Not seeing your question? It may still have been asked before – try () in the top-right of this page. Still can’t find it? Ask it below by hitting the reply button below this post ().
Other FAQs
The following are links to additional questions that our community has asked about this exercise:
This list will contain other frequently asked questions that aren’t quite as popular as the ones above.
Currently there have not been enough questions asked and answered about this exercise to populate this FAQ section.
This FAQ is built and maintained by you, the Codecademy community – help yourself and other learners like you by [contributing](https://discuss.codecadem y.com/t/how-to-contribute-to-t
FAQ: Learn Python - Introduction to Bitwise Operators - The Man Behind the Bit Maskhe-faq-guide/266984)!
Yes, I did the same. Instruction said the input would be an integer, so I coded it to translate that to binary.
Your code (and mine) doesn’t/didn’t work because the input is actually already in binary.
I wrote the same exact code as you @chiquitaleslita , and I couldn’t figure out why it was wrong to use bin(input) either.
After some research, I believe it’s wrong because bin() needs to take an integer as an argument otherwise it’ll throw an error. Therefore, if the editor ran something non-integer through it then it would throw that error. The “&” operator can take integer or bin, so it always works
I did the same. I created a variable which stores the binary value of the input but didn’t work.
How is the input being converted into binary for comparision?
With the comments of everyone and my own research I came to realize that to take an input from a user, which will be a string, it will be very difficult to convert that input to bits and perform operations on it.
Because, bin(int()) will return a string, so how do we perform operations on the result?
How do we make the returned string possible for us to perform bitwise operations on it?
The instructions request that those strings are returned from the value (it even asks you not to use print). It’d be marked as wrong just because those are two different things.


Make an exact transcript of the lines in the data below, starting with the one containing "List all visible" and going on through the one containing "What elements are", with both included and the pictures left out.

+++ Data +++

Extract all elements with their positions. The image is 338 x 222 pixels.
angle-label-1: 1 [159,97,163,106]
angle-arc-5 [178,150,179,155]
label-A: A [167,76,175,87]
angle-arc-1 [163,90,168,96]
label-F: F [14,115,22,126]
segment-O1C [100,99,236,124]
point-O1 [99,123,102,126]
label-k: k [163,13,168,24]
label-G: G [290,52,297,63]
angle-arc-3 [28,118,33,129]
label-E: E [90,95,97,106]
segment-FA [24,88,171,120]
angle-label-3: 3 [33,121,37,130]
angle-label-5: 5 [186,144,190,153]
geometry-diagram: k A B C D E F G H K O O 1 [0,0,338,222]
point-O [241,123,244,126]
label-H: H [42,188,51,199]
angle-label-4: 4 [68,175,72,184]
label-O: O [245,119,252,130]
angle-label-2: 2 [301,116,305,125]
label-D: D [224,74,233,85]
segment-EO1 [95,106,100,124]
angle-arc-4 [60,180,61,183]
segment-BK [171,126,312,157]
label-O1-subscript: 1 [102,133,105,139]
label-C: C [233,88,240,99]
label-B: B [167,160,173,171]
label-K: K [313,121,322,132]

+++
+++ Data +++

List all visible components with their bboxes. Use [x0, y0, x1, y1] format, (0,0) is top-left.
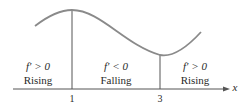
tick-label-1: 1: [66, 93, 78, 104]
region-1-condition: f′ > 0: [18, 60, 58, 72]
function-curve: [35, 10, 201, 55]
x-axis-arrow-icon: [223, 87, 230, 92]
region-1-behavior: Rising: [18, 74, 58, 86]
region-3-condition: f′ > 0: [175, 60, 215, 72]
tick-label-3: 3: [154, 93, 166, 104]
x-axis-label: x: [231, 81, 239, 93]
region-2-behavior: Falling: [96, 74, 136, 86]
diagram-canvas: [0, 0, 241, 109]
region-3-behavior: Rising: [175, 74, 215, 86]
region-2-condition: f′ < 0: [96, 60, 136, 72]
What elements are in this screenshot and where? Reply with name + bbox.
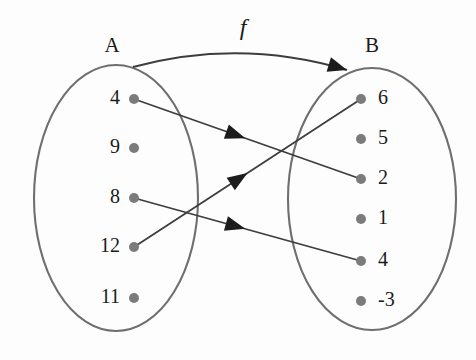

+++

### Output of the task
List all visible components with their bboxes. Use [x0, y0, x1, y1] format, (0,0) is top-left.
tick-label-1: 1: [66, 93, 78, 104]
region-1-condition: f′ > 0: [18, 60, 58, 72]
function-curve: [35, 10, 201, 55]
x-axis-arrow-icon: [223, 87, 230, 92]
region-1-behavior: Rising: [18, 74, 58, 86]
region-3-condition: f′ > 0: [175, 60, 215, 72]
tick-label-3: 3: [154, 93, 166, 104]
x-axis-label: x: [231, 81, 239, 93]
region-2-behavior: Falling: [96, 74, 136, 86]
diagram-canvas: [0, 0, 241, 109]
region-3-behavior: Rising: [175, 74, 215, 86]
region-2-condition: f′ < 0: [96, 60, 136, 72]
What elements are in this screenshot and where? Reply with name + bbox.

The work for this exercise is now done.